Create comfort in your leadership
Before Rubino could get too deep into setting out her vision, she had to deal with some of Molina’s ghosts. Previous visions had come and gone, and there are always concerns from employees when leadership sets out a new path. What Rubino has learned is that step No. 1 is to build confidence in your leadership. Whether you’re a new leader or just laying out a new path, help people understand you and your thinking so you’ll get feedback that will hone your vision and start earning buy-in.
“People come to leaders when they feel comfortable and they feel that folks are approachable,” she says. “The people closest to the work, they know stuff and they’ll tell you stuff, and they state the obvious sometimes.”
For Rubino, being approachable means she gets to use her well-honed sense of humor to help knock people’s guards down. But before you decide to start every meeting with your best “So-and-so walks into a bar line,” you need to realize being a funny boss is about tastefulness and putting the joke on yourself or the external pressures you’re facing.
“In my presentations, I have cartoons, and we call our budget crisis ‘As Sacramento Swirls’ starring Arnold Schwarzenegger,” she says. “You just weave that into the dialogue, into the conversation, you weave it into your presentations, and it just gets people to relax. … You have to not take yourself that seriously — and humor, I’ve found, in any circumstance, is a way to help people be comfortable.”
Further building up your approachability can come from giving people a comfortable setting. Rubino does “Lunches with Lisa” where anyone in the company can join her for lunch. The meetings are purposefully designed with no formal presentation or agenda, they just start with regular conversations and people are allowed to ask any question. Her ability to answer those honestly builds credibility. So does her follow-up. At one luncheon someone asked why Molina didn’t have a contract with a certain hospital. Rubino said it was probably too expensive.
“And she said, ‘Well, our patients go there anyhow,” Rubino says. “So I came back and ran a report, and we had spent millions of dollars at this hospital as a noncontracted provider, and guess what, we have a contract with them today.”
Rubino circled back and told the woman how the information helped. Don’t always expect that much help, but your open mind encourages participation and starts buy-in.
All this doesn’t mean you’re getting invited to Friday happy hour, of course.
“It’s probably safe to say they never see you not as the boss because you’re (always) the boss,” Rubino says. “… No matter what you do people aren’t going to be completely comfortable, but I just put myself in position to have people come to me. I’ve been here less than two years and I’ve already seen the culture shift. All it took was talking with people, setting a vision, steering a course, being visible, being honest and admitting that I don’t know everything.”
And even if you don’t have any good jokes, putting effort toward having people come to you will be helpful. Rubino watched one former boss who couldn’t find a way to let his guard down become a lonely general.
“Colin Powell said (that) you know as a leader in the military that you are in trouble when people stop asking you questions, stop coming to you with information, and I saw that so vividly with this guy because no one wanted to talk to him,” she says. “People wanted to get out of the room as fast as they could, and when you create that, you’re in trouble. So I’ve done everything in my power in my career to not have that.”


About this task: Filter the entries, keeping every line with the word "diagram".

Given records:
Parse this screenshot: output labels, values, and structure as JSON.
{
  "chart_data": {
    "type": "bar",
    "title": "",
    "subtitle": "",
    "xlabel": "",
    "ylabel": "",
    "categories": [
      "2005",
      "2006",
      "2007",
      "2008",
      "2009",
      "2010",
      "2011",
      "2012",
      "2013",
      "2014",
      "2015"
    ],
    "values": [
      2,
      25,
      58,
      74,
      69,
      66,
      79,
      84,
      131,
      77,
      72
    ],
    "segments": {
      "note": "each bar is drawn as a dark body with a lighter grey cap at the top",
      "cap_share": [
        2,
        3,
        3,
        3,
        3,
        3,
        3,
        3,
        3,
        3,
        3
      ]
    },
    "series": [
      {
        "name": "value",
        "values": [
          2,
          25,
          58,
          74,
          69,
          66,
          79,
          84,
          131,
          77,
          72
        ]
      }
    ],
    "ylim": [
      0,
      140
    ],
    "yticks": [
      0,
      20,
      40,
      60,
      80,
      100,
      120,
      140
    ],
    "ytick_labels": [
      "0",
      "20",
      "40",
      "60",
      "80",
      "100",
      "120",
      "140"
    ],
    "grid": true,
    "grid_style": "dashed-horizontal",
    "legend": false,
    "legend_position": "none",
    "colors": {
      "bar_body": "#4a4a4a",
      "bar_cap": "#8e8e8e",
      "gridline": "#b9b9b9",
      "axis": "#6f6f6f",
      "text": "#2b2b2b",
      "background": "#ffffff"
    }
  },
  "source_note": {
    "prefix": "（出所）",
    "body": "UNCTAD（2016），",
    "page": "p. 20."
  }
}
--
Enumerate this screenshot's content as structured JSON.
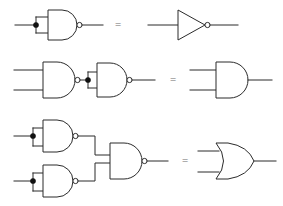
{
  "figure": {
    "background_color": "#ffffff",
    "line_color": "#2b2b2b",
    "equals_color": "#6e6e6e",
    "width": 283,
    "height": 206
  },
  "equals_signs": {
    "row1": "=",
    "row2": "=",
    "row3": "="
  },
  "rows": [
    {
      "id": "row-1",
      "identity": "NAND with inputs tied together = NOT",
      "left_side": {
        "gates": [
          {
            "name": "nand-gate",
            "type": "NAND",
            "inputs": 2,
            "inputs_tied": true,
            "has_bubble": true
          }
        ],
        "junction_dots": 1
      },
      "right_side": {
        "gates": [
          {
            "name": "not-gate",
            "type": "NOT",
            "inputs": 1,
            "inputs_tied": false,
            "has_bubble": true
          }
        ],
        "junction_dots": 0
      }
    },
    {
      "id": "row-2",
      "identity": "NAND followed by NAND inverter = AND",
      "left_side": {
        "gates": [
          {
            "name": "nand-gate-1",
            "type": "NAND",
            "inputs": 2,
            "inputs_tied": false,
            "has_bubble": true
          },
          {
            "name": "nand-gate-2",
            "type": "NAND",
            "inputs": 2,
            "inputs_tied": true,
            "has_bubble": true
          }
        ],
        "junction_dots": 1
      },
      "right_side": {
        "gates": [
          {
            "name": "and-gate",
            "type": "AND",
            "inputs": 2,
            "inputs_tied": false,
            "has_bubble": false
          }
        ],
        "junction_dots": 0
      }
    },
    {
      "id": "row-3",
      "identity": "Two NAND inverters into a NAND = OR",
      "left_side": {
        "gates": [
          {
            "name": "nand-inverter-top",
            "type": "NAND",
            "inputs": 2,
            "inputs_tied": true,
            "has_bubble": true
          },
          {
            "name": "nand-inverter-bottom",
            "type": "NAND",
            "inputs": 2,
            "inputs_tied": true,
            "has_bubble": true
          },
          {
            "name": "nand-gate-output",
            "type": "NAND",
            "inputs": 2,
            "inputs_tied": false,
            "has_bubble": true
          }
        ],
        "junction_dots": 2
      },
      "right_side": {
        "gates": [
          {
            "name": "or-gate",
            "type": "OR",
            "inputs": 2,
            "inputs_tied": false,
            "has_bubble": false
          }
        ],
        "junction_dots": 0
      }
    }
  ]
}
---
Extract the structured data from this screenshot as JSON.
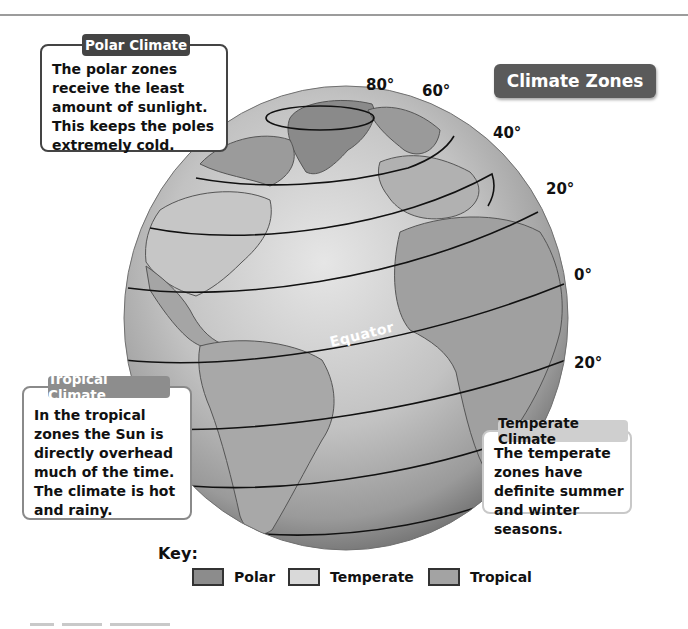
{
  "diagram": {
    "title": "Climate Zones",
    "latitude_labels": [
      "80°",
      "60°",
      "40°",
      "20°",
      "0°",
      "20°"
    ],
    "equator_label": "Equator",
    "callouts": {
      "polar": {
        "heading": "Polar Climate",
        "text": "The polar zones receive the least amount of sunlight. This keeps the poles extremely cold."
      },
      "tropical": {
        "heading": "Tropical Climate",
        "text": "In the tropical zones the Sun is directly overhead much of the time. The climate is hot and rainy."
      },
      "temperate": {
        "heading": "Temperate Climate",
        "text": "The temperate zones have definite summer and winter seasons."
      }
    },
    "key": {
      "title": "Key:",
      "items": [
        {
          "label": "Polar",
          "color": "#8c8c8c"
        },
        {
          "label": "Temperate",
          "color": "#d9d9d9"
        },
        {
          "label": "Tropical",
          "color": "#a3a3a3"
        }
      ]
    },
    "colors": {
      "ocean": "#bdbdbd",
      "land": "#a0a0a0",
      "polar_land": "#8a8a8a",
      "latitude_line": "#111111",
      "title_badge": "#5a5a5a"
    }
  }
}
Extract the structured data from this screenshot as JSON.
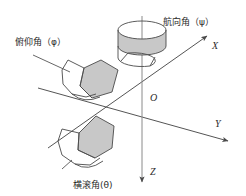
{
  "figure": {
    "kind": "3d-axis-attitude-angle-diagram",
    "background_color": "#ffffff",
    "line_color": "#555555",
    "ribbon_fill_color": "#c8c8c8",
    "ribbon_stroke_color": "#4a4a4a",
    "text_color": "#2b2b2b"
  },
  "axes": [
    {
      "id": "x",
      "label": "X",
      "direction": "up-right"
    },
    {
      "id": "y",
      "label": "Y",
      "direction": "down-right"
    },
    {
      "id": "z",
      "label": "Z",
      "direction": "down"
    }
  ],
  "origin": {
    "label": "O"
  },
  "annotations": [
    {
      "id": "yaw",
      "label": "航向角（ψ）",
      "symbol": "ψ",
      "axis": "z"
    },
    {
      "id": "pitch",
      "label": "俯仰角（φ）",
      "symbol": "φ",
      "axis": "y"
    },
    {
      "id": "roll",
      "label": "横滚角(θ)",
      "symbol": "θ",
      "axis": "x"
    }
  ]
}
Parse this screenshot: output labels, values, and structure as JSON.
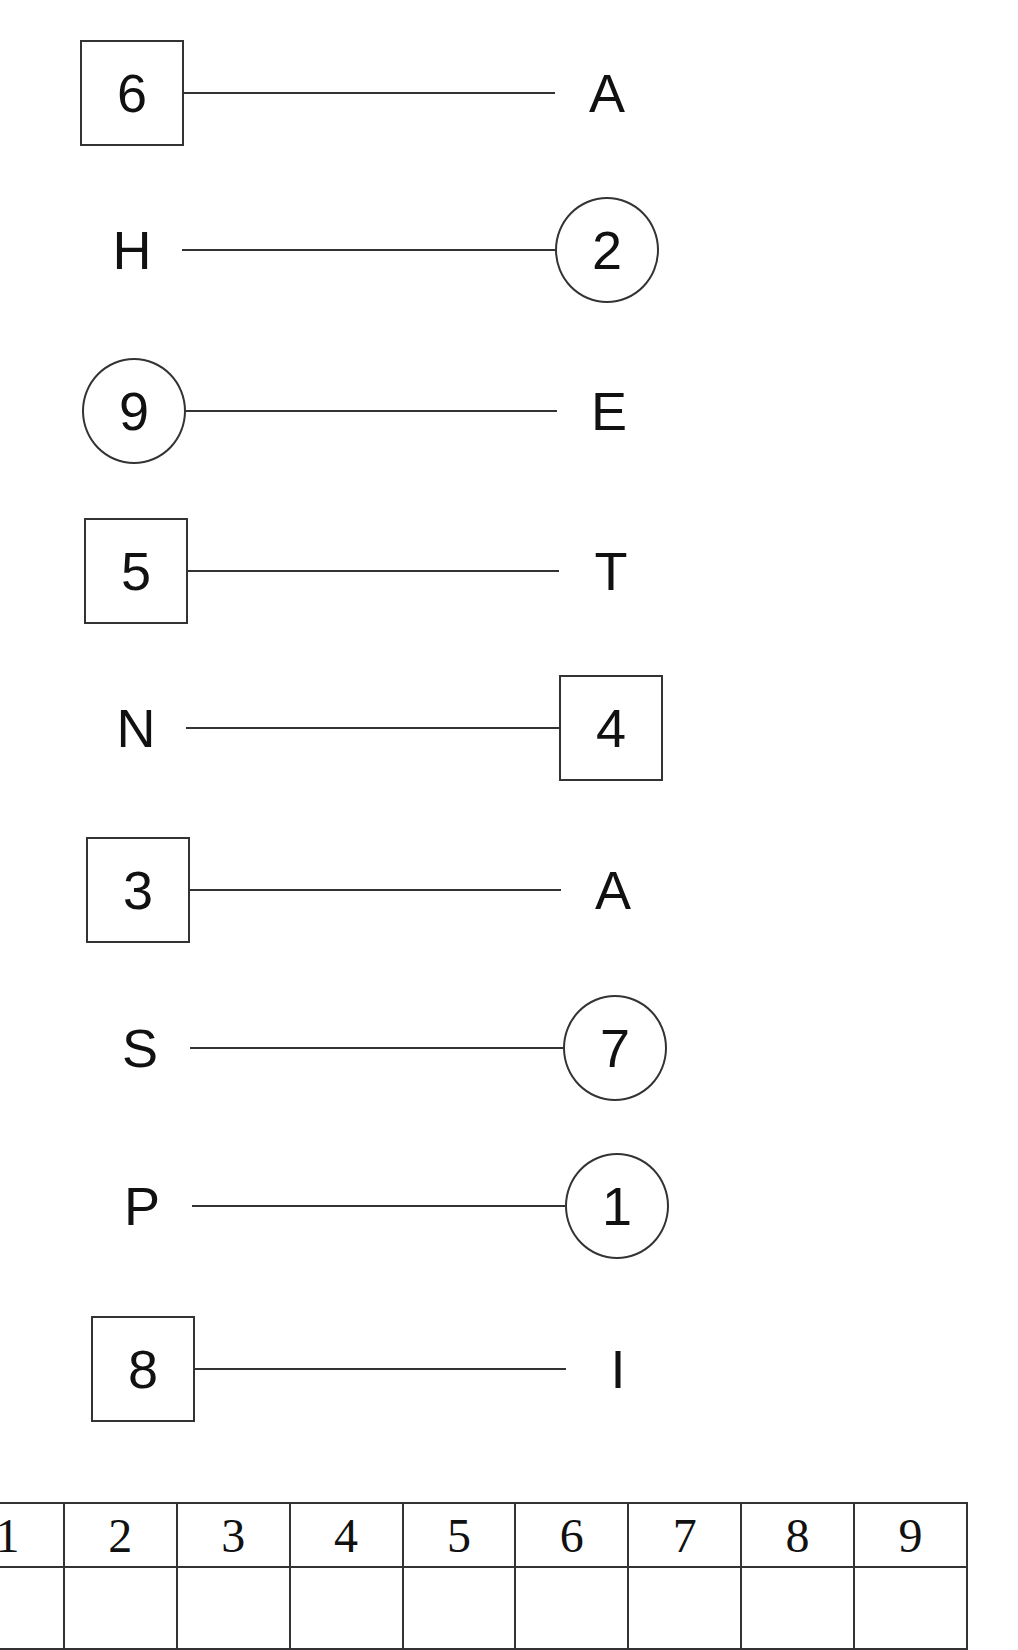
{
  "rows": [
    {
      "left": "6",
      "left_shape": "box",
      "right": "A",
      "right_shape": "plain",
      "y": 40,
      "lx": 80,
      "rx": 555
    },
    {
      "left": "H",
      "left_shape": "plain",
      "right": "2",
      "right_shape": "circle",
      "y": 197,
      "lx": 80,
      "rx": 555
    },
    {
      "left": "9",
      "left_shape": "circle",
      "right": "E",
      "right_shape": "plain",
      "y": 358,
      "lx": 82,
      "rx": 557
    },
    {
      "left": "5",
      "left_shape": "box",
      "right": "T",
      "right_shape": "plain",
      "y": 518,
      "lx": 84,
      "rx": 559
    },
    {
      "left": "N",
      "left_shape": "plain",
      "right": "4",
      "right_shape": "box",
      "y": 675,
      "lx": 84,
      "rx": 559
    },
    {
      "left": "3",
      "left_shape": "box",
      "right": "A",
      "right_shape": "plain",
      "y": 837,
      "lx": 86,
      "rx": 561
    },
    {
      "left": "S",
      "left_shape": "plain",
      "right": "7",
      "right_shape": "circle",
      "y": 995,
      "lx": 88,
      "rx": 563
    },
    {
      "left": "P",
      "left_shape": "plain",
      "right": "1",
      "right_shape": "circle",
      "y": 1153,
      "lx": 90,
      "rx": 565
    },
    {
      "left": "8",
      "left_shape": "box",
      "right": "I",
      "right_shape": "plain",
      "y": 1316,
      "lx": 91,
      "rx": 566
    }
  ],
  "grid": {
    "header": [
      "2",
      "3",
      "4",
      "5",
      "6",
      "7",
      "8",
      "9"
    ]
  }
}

Response area:
  "diagram": {
    "kind": "3d-axis-attitude-angle-diagram",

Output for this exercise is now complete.